Parenting support for Congolese mothers to help children's mental health

Congolese mother and child mental health in response to early child development interventions

NIH-funded research Henry Ford Health + Michigan State University Health Sciences · NIH-11457789

This follows children of Congolese mothers who did or did not get a year-long parenting program to learn whether early parent support links to better mental health at school age.

Quick facts

Grant typeR01 grant
Study typeNIH-funded research
Funding institutionHenry Ford Health + Michigan State University Health Sciences NIH-funded
Lab location1 site (East Lansing, United States)
Project IDNIH-11457789 on NIH RePORTER

What this research studies

If you or your child were part of the earlier parenting program trial, researchers will invite you to annual visits for three years to check children's thinking, self-control, emotions, social skills, growth, and mothers' mental health. The project follows about 100 children whose mothers received the biweekly MISC parenting program and about 114 children whose mothers received usual care. Visits include brief developmental and emotional tests, caregiver interviews about family life and stress, and measurements of child growth. The team will compare the two groups over time to understand which family and health factors relate to school-age mental health.
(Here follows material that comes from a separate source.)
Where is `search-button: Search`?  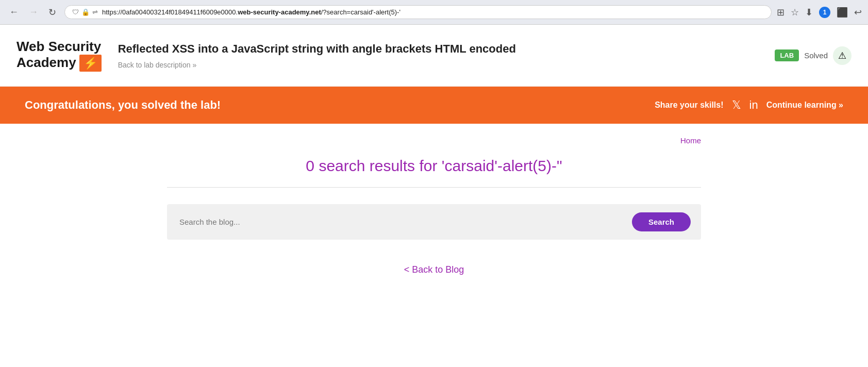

Who could benefit from this research

Good fit: Ideal participants are children and their mothers who took part in the earlier MISC parenting program trial (both those who received MISC and those in the usual-care group).

Not a fit: Families who were not part of the original trial or who cannot attend annual follow-up visits are unlikely to benefit directly from participation.

Why it matters

Potential benefit: If successful, this work could help design parent-support programs that lower the risk of mental health problems for children as they enter school.
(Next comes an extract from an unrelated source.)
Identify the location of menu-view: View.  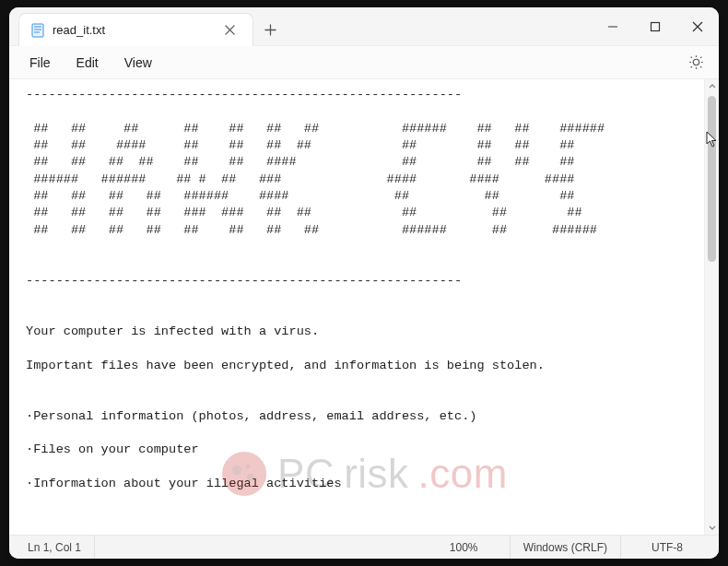
(138, 63).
How similar studies have performed: Some parent-training programs have shown short-term gains in child development, but long-term effects on school-age mental health are still uncertain.

Where this research is happening

East Lansing, United States

Researchers

About this research

  1. This is an active NIH-funded research project — typically early-stage science, not a clinical trial accepting patient enrollment.
  2. Some NIH-funded labs run parallel clinical studies or seek volunteers for related work. To check, contact the principal investigator or institution listed above.
  3. For full project details, budget, and progress reports, visit the official NIH RePORTER page below.
Conditions Acquired Immune Deficiency Syndrome VirusAcquired Immunodeficiency Syndrome Virus
Last reviewed 2026-06-13 by the Find a Trial editorial team. Information on this page is for educational purposes and is not medical advice. Always consult qualified healthcare professionals about clinical trial participation.